What do you like best about TradingView Charting libraries?
• Highly modular architecture with three distinct JavaScript libraries—Lightweight Charts, Advanced Charts, and Trading Platform so I can match component weight to project scope without re-engineering core code bases. The open-source Lightweight package delivers responsive HTML5 charts in ≈35 KB while the proprietary tiers add 100+ built-in indicators, 80+ drawing tools, multiple layouts, and integrated order-routing APIs for brokerage workflows.
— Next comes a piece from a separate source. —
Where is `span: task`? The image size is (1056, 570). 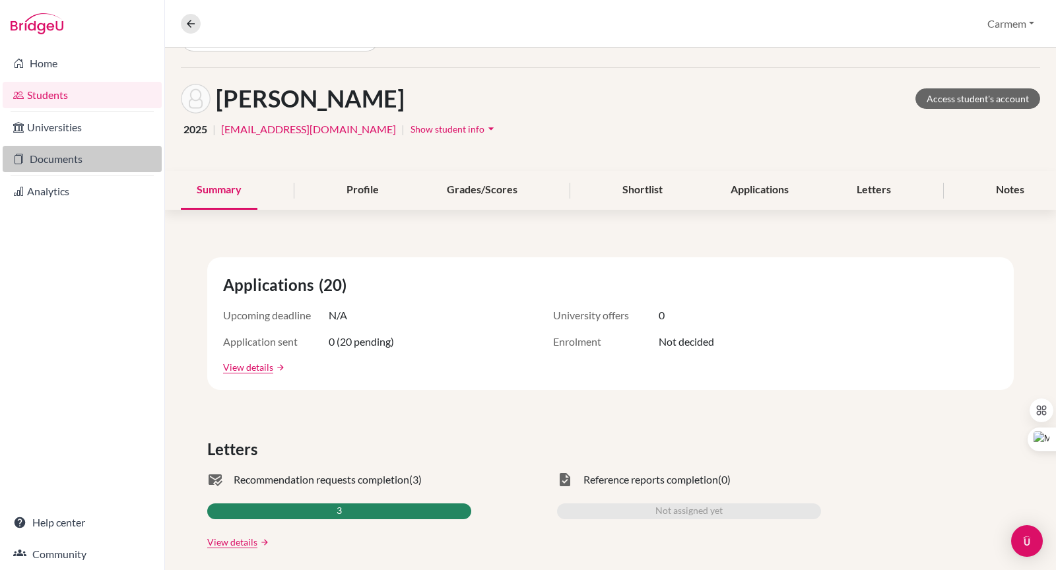
span: task is located at coordinates (565, 480).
• Clean, framework-agnostic embed. A single script plus a JSON-style widget constructor spins up a fully interactive chart; the same bundle slots into React, Vue 3, Next.js 13, or even Rails, thanks to the official integration examples on GitHub. Two-way data binding happens through a lightweight UDF/Streaming Datafeed interface, so I can wire in WebSocket quotes or historical REST endpoints with minimal glue code.
• Native support for 17 financial chart types (candlesticks, Heikin-Ashi, Renko, Point-&-Figure, etc.) and granular UI hooks. I can override color palettes, toolbars, right-click menus, and hotkeys, then persist user layouts via local storage or a backend of choice. CSS isolation keeps the library’s styles from bleeding into the surrounding app shell.
• Performance is rock-solid on both desktop and mobile. High-frequency panning and zooming stay fluid even when pushing real-time ticks every 100 ms, and the library automatically throttles DOM repaints to preserve 60 fps scrolling on lower-power devices.
• Vendor-agnostic licensing approach. Lightweight Charts ships under Apache 2.0, which removes legal friction for personal or commercial MVPs. The commercial licenses for Advanced Charts and Trading Platform include white-label options so I can strip the TradingView watermark when required for enterprise branding. Review collected by and hosted on G2.com.
What do you dislike about TradingView Charting libraries?
• Initial setup still requires a private ZIP download through an access-controlled portal. Grant provisioning can stretch to several business days, which slows prototype timelines in corporate environments.
• Documentation depth varies. Core API pages are well written, yet edge-case behaviours (e.g., synchronising multiple sub-charts or intercepting crosshair callbacks) often demand reading TypeScript definitions or community threads for clarification. Review collected by and hosted on G2.com.